RedDogsBeg if you look at women’s social, legal and economic position 150 years ago, say, and compare it with now, women have greater autonomy, opportunity and rights than previously (in the UK). There has never been a Feminist Party with a unified manifesto. Different groups have fought and campaigned for different things - liberal feminism brought us the right to retain property and earnings, the vote and equal pay (at different times obviously); socialist feminism argued for the professionalisation of housework and childcare (nurseries and nannies) to allow women to participate in public and civic life and remove economic inequality and also for family allowance, payments for housework, and wage equality, access to contraception so that women could practice family limitation; radical feminism challenged the idea that women were inherently different from men psychologically and unpicked sex roles and challenged them.

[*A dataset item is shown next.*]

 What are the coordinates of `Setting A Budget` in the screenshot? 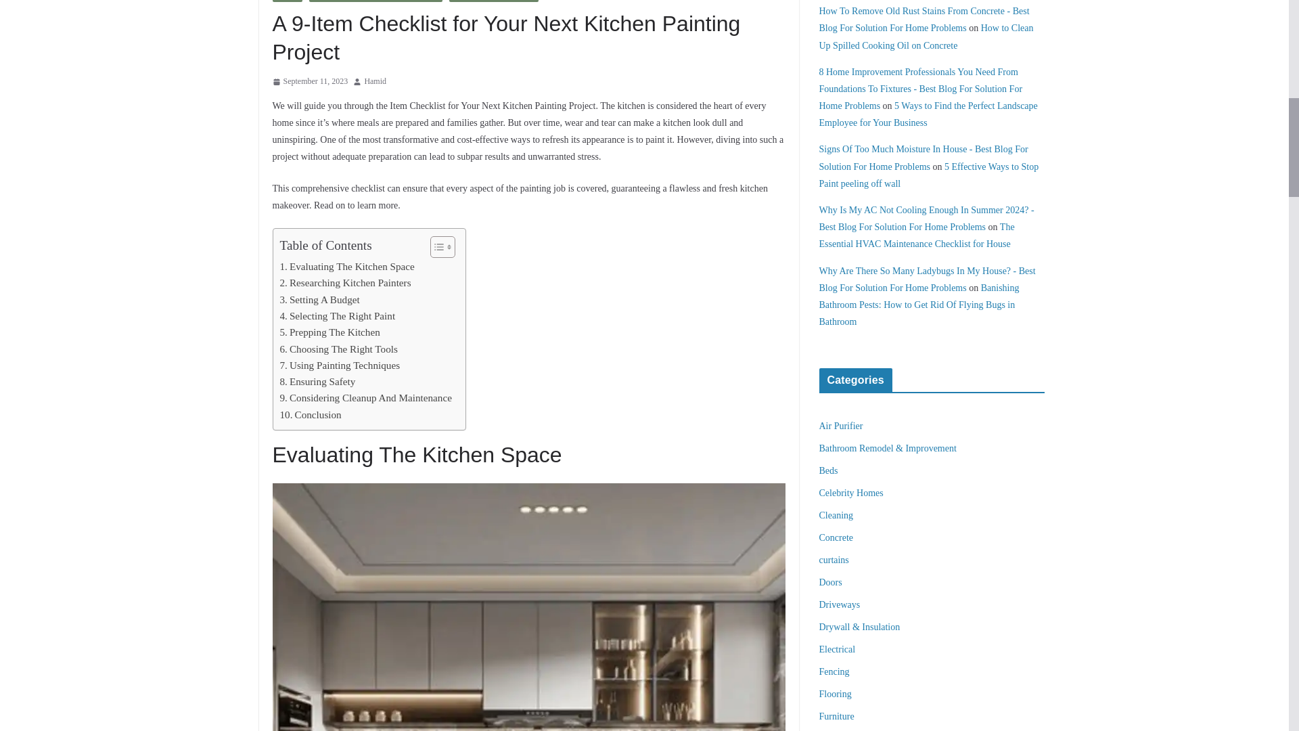 It's located at (319, 299).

Refugees and women’s aid organisations come from those roots as well.
I could go on about what neoliberal feminism has brought us, but I do not see that necessarily as contributing to greater equality as much as reframing sex roles as various forms of ‘choice’.
That is just a rough answer, but all of the gains in women’s political, social, legal and economic equality in the last 150 years have been made in a context of a diversity of voices and views of feminism, many theoretical writings and rich scholarship. Scholarship and writing which was rightly called out black feminists for not taking their interlocking struggles with racial oppression into account. Another layer.
How does change actually happen in this scenario? Probably piecemeal, bit by bit and always contingent on enough people, not only women, believing it to be the right thing to do. The always contingent caveat is important - women’s rights are not secure, and for as long as we live in a democracy and women have different biological roles than men, there will always be different views about the respective roles of men and women, just as there are different views about how to organise society generally.